Weird shotgun slug design...prohib?

very interesting it would be neat if someone could import them i oulw like to try them next deer season
 
Comparing tank armour to deer hide is probably a bit of a stretch, but strictly speaking about APDS tank rounds, I seem to recall that there is a round that has a free rotating band on it, so that it can be fired in a rifled barrel, and the penetrator does not get spun, due to the outer band rotating freely.

Neat looking shotgun round, I'd like one for the collection
 
i would be in for 50-100 of these once they are in country, any CGN dealers feel like doing the reasearch/ground work on these neat little things?
 
Look at the edge of the fin; it's not shaped symmetrically, but more like an airplane wing. THAT will impart spin.

With that small a surface i doubt it'd impart significant spin in a short distance. There wouldn't be time. I think it's more like a dart.

We should contact the manufacturer again and see if he'll sell just the Sabot. Then we could reload it ourselves. Not much paperwork to just bring in bullets like that i'd think.
 
There are many ways to stabilize a long projectile; among them two are the most practical: gyroscopic forces imparted by a rifling or some other means and the simple arrow concept which DOES NOT NEED spinning to stabilize.
This concept works best with extra long objects. this is how new armor defeating rounds work.
A long, fletched heavy rod made of a very dense and hard metal such as tungsten is placed in a sabot which PULLS it along upon firing.
Once free from the bore, the front part of the sabot encounters air resistance and its specially shaped front lips initiate separation at the front; the remaining gases behind the sabot do the same at the rear and complete the jettisoning and the finned rod is free to travel at supersonic speeds towards its target.

That finned slug concept works exactly the same.
PP.
 
When these loads were being imported, they were about the most expensive slug loads on the market. May well have been among the best though. Imported now, I expect they would be over $2 each.
It is interesting - the tailfin assembly is right down in the powder, because the projectile is so long.
Given the length of the slug and tail unit, a rather fast rifling twist would be needed to insure stabilization, if the slug were to be spin stabilized. The slug might rotate in flight, but I doubt that it contributes much to stablilzation.
 
It's a late responce, but I found this at the American Slug Shooters Association:
The following is a quote,

I have had the "pleasure" of shooting many boxes of this slug. I once worked for a company that imported and marketed the Sauvestre slug here in the USA.

While the flat trajectory of the slug made it attractive, I have tested other brands of slug that were more consistently accurate. The idea was that the gas from the barrel would push the sabots off from the rear, thereby affecting the flight of the slug less than sabots that discarded from the front. In practice, there were fliers in every group I shot, and I suspect that this happened when one sabot released before the other. The only evidence I had of this was where the sabots ended up down range, but that was never very scientific. The slugs penetrated like nothing else I've ever fired from a shotgun. I demo'd the slugs on vehicles and steel plates several times for law enforcement and military audiences with impressive results. Recoil with the 3" slug was formidable, and not for the faint-hearted or soft-shouldered!

In my opinion, there are other slugs that work better for a lot less money.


**EXERCISE REQUIREMENTS**
Every line containing the word "value" must be pulled from the records.

**MATERIAL SHOWN**
+ + + + + + +

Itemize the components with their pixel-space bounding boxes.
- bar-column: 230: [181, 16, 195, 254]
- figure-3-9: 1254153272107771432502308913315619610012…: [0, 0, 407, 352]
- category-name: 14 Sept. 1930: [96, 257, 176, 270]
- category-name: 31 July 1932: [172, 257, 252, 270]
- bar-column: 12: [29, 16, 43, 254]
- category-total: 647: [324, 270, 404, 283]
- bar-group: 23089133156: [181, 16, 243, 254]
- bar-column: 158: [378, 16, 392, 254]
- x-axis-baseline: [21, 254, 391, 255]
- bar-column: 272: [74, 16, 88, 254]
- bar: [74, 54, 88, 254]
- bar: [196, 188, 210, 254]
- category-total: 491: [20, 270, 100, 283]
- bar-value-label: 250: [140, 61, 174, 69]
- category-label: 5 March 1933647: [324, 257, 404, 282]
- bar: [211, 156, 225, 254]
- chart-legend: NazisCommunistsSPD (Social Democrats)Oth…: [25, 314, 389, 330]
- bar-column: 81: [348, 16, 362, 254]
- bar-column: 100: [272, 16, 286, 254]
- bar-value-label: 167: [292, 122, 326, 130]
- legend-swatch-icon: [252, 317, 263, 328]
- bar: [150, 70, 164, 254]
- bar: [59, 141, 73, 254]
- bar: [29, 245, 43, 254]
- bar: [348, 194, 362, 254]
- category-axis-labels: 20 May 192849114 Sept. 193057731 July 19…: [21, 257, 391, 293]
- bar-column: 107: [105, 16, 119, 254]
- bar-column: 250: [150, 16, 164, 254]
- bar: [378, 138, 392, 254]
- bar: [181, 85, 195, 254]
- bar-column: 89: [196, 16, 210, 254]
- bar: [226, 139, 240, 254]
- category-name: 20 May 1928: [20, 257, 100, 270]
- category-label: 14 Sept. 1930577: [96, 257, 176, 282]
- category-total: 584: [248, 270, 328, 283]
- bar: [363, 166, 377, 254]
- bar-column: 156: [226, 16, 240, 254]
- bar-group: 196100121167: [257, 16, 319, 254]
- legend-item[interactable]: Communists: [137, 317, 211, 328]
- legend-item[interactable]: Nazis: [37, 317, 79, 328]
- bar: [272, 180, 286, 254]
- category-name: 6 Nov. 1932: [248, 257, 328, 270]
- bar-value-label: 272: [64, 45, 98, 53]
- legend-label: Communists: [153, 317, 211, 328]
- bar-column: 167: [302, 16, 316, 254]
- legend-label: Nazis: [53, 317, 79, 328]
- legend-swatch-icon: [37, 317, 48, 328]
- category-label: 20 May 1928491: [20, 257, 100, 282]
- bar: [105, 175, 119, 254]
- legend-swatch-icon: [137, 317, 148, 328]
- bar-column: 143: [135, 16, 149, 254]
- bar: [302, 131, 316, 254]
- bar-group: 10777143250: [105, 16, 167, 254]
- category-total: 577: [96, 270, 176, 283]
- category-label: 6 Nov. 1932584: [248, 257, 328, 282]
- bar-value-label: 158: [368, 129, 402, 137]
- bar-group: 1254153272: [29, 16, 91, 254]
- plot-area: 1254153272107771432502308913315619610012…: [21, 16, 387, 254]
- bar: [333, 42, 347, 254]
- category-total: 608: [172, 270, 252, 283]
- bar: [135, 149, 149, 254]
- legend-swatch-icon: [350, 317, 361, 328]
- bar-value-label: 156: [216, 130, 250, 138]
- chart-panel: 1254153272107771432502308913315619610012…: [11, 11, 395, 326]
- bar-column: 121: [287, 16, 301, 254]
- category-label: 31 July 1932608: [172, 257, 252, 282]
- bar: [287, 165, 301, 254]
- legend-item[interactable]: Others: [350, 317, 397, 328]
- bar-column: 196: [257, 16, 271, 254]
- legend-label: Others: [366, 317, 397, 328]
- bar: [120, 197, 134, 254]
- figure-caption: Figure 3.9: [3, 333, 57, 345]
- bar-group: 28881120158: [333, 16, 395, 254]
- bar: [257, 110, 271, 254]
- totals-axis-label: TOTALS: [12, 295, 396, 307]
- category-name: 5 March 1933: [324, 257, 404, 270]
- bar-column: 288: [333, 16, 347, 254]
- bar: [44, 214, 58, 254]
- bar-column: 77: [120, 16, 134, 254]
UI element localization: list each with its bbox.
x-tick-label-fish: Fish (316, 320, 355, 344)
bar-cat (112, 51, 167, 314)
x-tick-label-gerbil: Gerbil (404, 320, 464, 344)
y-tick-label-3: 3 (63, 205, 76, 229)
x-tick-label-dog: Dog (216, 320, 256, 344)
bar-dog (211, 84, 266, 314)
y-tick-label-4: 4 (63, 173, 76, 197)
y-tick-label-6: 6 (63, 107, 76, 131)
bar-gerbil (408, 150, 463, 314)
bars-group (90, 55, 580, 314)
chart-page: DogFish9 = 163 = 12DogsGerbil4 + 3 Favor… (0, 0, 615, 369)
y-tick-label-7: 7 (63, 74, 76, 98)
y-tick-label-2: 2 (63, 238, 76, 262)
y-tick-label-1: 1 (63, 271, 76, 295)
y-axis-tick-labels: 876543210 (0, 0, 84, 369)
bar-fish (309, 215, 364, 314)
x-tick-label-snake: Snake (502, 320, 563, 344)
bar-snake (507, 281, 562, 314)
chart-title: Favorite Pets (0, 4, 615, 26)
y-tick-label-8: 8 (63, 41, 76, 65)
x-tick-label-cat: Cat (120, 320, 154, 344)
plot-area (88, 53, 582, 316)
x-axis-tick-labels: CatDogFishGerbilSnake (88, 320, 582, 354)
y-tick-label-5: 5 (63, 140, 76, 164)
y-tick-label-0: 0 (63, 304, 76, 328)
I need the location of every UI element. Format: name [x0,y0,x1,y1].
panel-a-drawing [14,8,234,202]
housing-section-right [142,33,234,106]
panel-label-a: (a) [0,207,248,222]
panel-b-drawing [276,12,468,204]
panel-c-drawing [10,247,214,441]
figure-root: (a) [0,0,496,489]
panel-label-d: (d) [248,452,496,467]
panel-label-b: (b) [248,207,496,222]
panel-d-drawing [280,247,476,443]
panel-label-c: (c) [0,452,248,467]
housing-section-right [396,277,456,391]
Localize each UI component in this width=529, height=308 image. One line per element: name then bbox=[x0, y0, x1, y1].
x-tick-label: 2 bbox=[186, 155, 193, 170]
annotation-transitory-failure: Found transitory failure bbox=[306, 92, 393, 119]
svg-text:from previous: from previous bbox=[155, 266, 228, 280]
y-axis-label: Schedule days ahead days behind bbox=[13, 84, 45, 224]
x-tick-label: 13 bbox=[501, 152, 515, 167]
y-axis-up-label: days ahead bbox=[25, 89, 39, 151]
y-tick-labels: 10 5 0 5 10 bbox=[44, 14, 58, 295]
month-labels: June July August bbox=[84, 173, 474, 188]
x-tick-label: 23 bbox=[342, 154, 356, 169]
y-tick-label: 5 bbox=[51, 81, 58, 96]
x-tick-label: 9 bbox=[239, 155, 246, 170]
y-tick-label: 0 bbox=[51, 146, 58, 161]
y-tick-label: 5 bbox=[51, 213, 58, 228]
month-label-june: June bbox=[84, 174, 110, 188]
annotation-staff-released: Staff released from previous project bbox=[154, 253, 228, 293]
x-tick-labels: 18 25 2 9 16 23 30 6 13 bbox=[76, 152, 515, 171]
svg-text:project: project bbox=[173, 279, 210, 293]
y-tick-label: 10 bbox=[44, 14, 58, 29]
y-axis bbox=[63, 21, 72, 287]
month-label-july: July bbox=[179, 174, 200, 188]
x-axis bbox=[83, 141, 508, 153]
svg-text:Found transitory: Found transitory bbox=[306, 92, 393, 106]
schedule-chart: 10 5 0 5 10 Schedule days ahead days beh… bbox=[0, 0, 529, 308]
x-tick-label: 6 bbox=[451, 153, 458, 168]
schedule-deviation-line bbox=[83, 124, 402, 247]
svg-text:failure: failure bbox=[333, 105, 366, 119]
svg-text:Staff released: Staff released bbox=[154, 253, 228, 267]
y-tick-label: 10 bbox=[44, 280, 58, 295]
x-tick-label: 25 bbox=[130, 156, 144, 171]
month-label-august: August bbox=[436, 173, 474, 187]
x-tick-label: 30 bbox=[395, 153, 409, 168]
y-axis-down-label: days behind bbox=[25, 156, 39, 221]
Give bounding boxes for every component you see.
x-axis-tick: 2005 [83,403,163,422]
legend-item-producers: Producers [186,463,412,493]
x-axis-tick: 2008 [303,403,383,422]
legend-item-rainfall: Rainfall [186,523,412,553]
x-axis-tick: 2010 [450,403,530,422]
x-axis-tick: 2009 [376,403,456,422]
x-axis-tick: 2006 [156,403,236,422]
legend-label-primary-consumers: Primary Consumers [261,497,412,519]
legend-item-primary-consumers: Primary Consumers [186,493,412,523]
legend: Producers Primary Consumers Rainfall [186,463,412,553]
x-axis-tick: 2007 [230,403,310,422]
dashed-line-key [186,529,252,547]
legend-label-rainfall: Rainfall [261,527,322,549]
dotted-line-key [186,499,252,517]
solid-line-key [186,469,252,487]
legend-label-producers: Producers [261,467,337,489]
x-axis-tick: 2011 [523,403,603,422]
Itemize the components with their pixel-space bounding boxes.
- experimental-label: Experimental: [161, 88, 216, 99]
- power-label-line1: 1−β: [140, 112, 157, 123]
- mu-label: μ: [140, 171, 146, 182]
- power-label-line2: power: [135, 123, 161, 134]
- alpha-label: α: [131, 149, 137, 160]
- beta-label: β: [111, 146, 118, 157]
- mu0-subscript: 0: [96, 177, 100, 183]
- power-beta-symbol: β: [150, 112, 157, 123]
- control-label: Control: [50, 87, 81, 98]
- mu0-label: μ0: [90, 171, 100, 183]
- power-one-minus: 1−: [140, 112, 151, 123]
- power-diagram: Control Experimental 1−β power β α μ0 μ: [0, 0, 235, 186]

+ + + + + + +

**ANSWER AREA**
- bar-value-label: 250: [140, 61, 174, 69]
- bar-value-label: 167: [292, 122, 326, 130]
- bar-value-label: 272: [64, 45, 98, 53]
- bar-value-label: 158: [368, 129, 402, 137]
- bar-value-label: 156: [216, 130, 250, 138]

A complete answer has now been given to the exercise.